Letters from the Front

Romans 8:31-35; John 15:9-17
Letters from the Front

D. A. Cameron Reid was a British Army Chaplain in the First World War. In a letter back to the Principal Chaplain, in July 1915, he wrote:
My first Sunday here we landed, and soon after came under fire, which went on for fourteen hours without stopping… I did my best to help the wounded, and put in a number of first dressings, some on very ghastly wounds.
Another chaplain, S. G. Gilchrist, wrote:
We have had two long marches, covering between 14 and 16 miles a day, over roads which were weary quagmires of squelching mud. In the mud and on the rough cobblestones their feet soon gave way; the second may’s march was rather a pitiful business. A good many “fell out”, utterly done. A French interpreter died on the roadside of exhaustion. It rained in torrents, and an icy wind blew unceasingly. On the bleakest spot of all the route we were halted for four hours without shelter or food, because the billets we were to occupy could not be vacated by the troops until dark.
A third, J Kirk, wrote of the place he was serving:
I cannot describe the desolation of that forward, newly-won region. Every village had been smashed to brickdust and matchwood. I do not think that anything stands more than a foot above the ground except the machine-gun buildings of concrete which the enemy had built. It is all very ghastly.

Today, some hundred years from the war in which these chaplains served, we gather in remembrance. We remember the men and women who died in that war, and in all subsequent wars and conflicts. We have heard letters from the front from the Dardanelles. But we could have heard them from Normandy, from North Africa, from Moscow, from Vietnam, from the Falklands, from Kosovo, from Basra in Iraq, from Helmand Province in Afghanistan. Human society seems unable to live without a front line, somewhere, places of risk and danger, of the threat of injury, of suffering and untimely death.

I don’t think it is too far-fetched to see the New Testament documents, or at least some of them, as letters from the front. Many indeed are letters – and we heard earlier from Paul’s Letter to the Romans. He is writing to Christian sisters and brothers in Rome in the early years of the Christian faith. It is not safe to be a follower of Jesus Christ: it is an era of martyrdom. And so Paul asks, only half-rhetorically,
Who will separate us from the love of Christ? Will hardship, or distress, or persecution, or famine, or nakedness, or peril, or sword?
For Paul then, the way of Christ is a battle-zone, in which we encounter hazards to our comfort, our safety, and our very life. How then shall we defend ourselves? Surely by trusting in God, and Paul does write, If God is for us, who is against us? But on its own that question may leave a queasy feeling. Is God only on our side? What about the other side? And is life really about God’s people against God’s enemies? But Paul does not leave this question hanging – he explores how God is for us, what his tactics are: He who did not withhold his own Son, but gave him up for all of us, will he not with him also give us everything else?
This is a strategy then not of military victory but giving up, not of attacking but being taken, not of killing but being killed. It recalls the words of Jesus to his disciples which were read earlier, and which are so often found on War Memorials:
No one has greater love than this, to lay down one’s life for one’s friends.

Let us spend a little time then exploring these letters from the front of human life.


Work order: Repeat the entries exactly as they appear.

-=-=-=-=-

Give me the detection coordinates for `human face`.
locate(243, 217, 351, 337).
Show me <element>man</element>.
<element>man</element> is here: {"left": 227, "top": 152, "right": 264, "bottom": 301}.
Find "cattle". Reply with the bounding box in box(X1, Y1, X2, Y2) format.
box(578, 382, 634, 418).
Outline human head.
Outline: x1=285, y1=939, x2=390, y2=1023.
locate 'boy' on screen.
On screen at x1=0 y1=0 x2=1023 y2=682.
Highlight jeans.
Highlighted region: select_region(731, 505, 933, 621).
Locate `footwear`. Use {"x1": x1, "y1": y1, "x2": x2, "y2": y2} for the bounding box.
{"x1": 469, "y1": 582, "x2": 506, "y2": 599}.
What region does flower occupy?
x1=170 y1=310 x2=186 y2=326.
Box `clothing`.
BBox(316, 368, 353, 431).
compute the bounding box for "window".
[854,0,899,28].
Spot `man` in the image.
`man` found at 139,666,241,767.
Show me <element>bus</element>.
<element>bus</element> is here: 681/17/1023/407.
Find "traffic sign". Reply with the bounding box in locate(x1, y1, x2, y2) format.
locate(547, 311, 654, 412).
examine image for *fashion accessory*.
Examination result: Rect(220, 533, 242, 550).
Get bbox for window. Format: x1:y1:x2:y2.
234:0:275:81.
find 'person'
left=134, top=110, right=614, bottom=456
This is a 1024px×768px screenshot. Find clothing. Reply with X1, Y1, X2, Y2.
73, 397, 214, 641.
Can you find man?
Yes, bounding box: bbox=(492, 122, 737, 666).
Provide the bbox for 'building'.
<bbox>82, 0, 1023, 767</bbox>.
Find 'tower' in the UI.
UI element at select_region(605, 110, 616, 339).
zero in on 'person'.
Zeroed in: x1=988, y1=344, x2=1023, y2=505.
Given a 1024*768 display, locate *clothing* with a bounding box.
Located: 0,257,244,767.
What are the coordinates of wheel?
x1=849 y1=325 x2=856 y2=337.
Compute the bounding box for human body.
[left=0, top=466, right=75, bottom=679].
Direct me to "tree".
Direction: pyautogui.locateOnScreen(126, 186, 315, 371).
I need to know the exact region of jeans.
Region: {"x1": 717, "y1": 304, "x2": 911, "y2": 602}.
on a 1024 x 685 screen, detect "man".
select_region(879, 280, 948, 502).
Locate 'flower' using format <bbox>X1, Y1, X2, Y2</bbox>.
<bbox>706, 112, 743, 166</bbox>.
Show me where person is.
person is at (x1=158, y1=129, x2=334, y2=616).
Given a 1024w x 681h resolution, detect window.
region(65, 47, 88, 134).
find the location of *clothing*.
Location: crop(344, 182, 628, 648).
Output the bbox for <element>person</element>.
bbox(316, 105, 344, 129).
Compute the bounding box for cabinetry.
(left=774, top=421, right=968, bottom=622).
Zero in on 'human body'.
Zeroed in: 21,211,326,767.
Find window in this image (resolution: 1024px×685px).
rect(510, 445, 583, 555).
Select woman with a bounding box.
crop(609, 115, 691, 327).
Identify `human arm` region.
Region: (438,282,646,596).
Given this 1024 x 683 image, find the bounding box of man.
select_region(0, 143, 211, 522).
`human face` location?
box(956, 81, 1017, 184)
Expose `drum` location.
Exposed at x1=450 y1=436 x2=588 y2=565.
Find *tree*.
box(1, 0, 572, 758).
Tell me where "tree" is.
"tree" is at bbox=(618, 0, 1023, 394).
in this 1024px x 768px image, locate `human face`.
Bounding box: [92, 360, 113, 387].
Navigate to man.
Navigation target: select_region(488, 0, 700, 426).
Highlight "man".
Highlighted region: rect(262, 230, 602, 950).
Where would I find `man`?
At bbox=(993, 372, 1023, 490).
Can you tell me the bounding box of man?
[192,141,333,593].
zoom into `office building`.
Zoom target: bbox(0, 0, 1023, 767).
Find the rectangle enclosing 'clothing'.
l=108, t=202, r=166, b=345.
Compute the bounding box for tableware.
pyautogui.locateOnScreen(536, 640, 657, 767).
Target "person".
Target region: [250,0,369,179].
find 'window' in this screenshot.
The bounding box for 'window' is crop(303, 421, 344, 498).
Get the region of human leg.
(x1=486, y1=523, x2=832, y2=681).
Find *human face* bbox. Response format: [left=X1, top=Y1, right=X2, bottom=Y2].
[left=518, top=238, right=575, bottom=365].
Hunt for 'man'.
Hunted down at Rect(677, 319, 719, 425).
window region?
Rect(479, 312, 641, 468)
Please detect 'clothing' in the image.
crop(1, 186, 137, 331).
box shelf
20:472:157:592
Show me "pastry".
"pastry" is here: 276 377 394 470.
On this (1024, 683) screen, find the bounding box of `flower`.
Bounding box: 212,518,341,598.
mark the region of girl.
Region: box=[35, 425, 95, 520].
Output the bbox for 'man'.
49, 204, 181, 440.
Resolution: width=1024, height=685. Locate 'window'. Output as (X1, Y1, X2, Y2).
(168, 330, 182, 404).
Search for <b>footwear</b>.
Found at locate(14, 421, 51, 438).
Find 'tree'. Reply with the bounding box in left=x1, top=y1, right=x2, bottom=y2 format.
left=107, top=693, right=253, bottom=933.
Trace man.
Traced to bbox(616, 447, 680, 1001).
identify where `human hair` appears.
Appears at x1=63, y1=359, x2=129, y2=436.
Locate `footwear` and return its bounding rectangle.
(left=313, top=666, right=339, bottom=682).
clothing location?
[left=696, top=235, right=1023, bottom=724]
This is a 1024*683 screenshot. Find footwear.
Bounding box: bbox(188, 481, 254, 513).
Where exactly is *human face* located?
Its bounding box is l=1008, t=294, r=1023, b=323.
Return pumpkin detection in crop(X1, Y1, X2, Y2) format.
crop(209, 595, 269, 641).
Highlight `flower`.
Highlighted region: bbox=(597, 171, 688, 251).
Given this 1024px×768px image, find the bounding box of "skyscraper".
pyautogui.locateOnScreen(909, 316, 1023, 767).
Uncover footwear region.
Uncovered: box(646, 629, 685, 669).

-=-=-=-=-

Expected answer:
Give me the detection coordinates for `human face`.
locate(243, 217, 351, 337).
Show me <element>man</element>.
<element>man</element> is here: {"left": 227, "top": 152, "right": 264, "bottom": 301}.
Find "cattle". Reply with the bounding box in box(X1, Y1, X2, Y2) format.
box(578, 382, 634, 418).
Outline human head.
Outline: x1=285, y1=939, x2=390, y2=1023.
locate 'boy' on screen.
On screen at x1=0 y1=0 x2=1023 y2=682.
Highlight jeans.
Highlighted region: select_region(731, 505, 933, 621).
Locate `footwear`. Use {"x1": x1, "y1": y1, "x2": x2, "y2": y2} for the bounding box.
{"x1": 469, "y1": 582, "x2": 506, "y2": 599}.
What region does flower occupy?
x1=170 y1=310 x2=186 y2=326.
Box `clothing`.
BBox(316, 368, 353, 431).
compute the bounding box for "window".
[854,0,899,28].
Spot `man` in the image.
`man` found at 139,666,241,767.
Show me <element>bus</element>.
<element>bus</element> is here: 681/17/1023/407.
Find "traffic sign". Reply with the bounding box in locate(x1, y1, x2, y2) format.
locate(547, 311, 654, 412).
examine image for *fashion accessory*.
Examination result: Rect(220, 533, 242, 550).
Get bbox for window. Format: x1:y1:x2:y2.
234:0:275:81.
find 'person'
left=134, top=110, right=614, bottom=456
This is a 1024px×768px screenshot. Find clothing. Reply with X1, Y1, X2, Y2.
73, 397, 214, 641.
Can you find man?
Yes, bounding box: bbox=(492, 122, 737, 666).
Provide the bbox for 'building'.
<bbox>82, 0, 1023, 767</bbox>.
Find 'tower' in the UI.
UI element at select_region(605, 110, 616, 339).
zero in on 'person'.
Zeroed in: x1=988, y1=344, x2=1023, y2=505.
Given a 1024*768 display, locate *clothing* with a bounding box.
Located: 0,257,244,767.
What are the coordinates of wheel?
x1=849 y1=325 x2=856 y2=337.
Compute the bounding box for human body.
[left=0, top=466, right=75, bottom=679].
Direct me to "tree".
Direction: pyautogui.locateOnScreen(126, 186, 315, 371).
I need to know the exact region of jeans.
Region: {"x1": 717, "y1": 304, "x2": 911, "y2": 602}.
on a 1024 x 685 screen, detect "man".
select_region(879, 280, 948, 502).
Locate 'flower' using format <bbox>X1, Y1, X2, Y2</bbox>.
<bbox>706, 112, 743, 166</bbox>.
Show me where person is.
person is at (x1=158, y1=129, x2=334, y2=616).
Given a 1024w x 681h resolution, detect window.
region(65, 47, 88, 134).
find the location of *clothing*.
Location: crop(344, 182, 628, 648).
Output the bbox for <element>person</element>.
bbox(316, 105, 344, 129).
Compute the bounding box for cabinetry.
(left=774, top=421, right=968, bottom=622).
Zero in on 'human body'.
Zeroed in: 21,211,326,767.
Find window in this image (resolution: 1024px×685px).
rect(510, 445, 583, 555).
Select woman with a bounding box.
crop(609, 115, 691, 327).
Identify `human arm` region.
Region: (438,282,646,596).
Given this 1024 x 683 image, find the bounding box of man.
select_region(0, 143, 211, 522).
`human face` location?
box(956, 81, 1017, 184)
Expose `drum` location.
Exposed at x1=450 y1=436 x2=588 y2=565.
Find *tree*.
box(1, 0, 572, 758).
Tell me where "tree" is.
"tree" is at bbox=(618, 0, 1023, 394).
in this 1024px x 768px image, locate `human face`.
Bounding box: [92, 360, 113, 387].
Navigate to man.
Navigation target: select_region(488, 0, 700, 426).
Highlight "man".
Highlighted region: rect(262, 230, 602, 950).
Where would I find `man`?
At bbox=(993, 372, 1023, 490).
Can you tell me the bounding box of man?
[192,141,333,593].
zoom into `office building`.
Zoom target: bbox(0, 0, 1023, 767).
Find the rectangle enclosing 'clothing'.
l=108, t=202, r=166, b=345.
Compute the bounding box for tableware.
pyautogui.locateOnScreen(536, 640, 657, 767).
Target "person".
Target region: [250,0,369,179].
find 'window' in this screenshot.
The bounding box for 'window' is crop(303, 421, 344, 498).
Get the region of human leg.
(x1=486, y1=523, x2=832, y2=681).
Find *human face* bbox. Response format: [left=X1, top=Y1, right=X2, bottom=Y2].
[left=518, top=238, right=575, bottom=365].
Hunt for 'man'.
Hunted down at Rect(677, 319, 719, 425).
window region?
Rect(479, 312, 641, 468)
Please detect 'clothing' in the image.
crop(1, 186, 137, 331).
box shelf
20:472:157:592
Show me "pastry".
"pastry" is here: 276 377 394 470.
On this (1024, 683) screen, find the bounding box of `flower`.
Bounding box: 212,518,341,598.
mark the region of girl.
Region: box=[35, 425, 95, 520].
Output the bbox for 'man'.
49, 204, 181, 440.
Resolution: width=1024, height=685. Locate 'window'. Output as (X1, Y1, X2, Y2).
(168, 330, 182, 404).
Search for <b>footwear</b>.
Found at locate(14, 421, 51, 438).
Find 'tree'. Reply with the bounding box in left=x1, top=y1, right=x2, bottom=y2 format.
left=107, top=693, right=253, bottom=933.
Trace man.
Traced to bbox(616, 447, 680, 1001).
identify where `human hair` appears.
Appears at x1=63, y1=359, x2=129, y2=436.
Locate `footwear` and return its bounding rectangle.
(left=313, top=666, right=339, bottom=682).
clothing location?
[left=696, top=235, right=1023, bottom=724]
This is a 1024*683 screenshot. Find footwear.
Bounding box: bbox(188, 481, 254, 513).
Where exactly is *human face* located?
Its bounding box is l=1008, t=294, r=1023, b=323.
Return pumpkin detection in crop(X1, Y1, X2, Y2) format.
crop(209, 595, 269, 641).
Highlight `flower`.
Highlighted region: bbox=(597, 171, 688, 251).
Given this 1024px×768px image, find the bounding box of "skyscraper".
pyautogui.locateOnScreen(909, 316, 1023, 767).
Uncover footwear region.
Uncovered: box(646, 629, 685, 669).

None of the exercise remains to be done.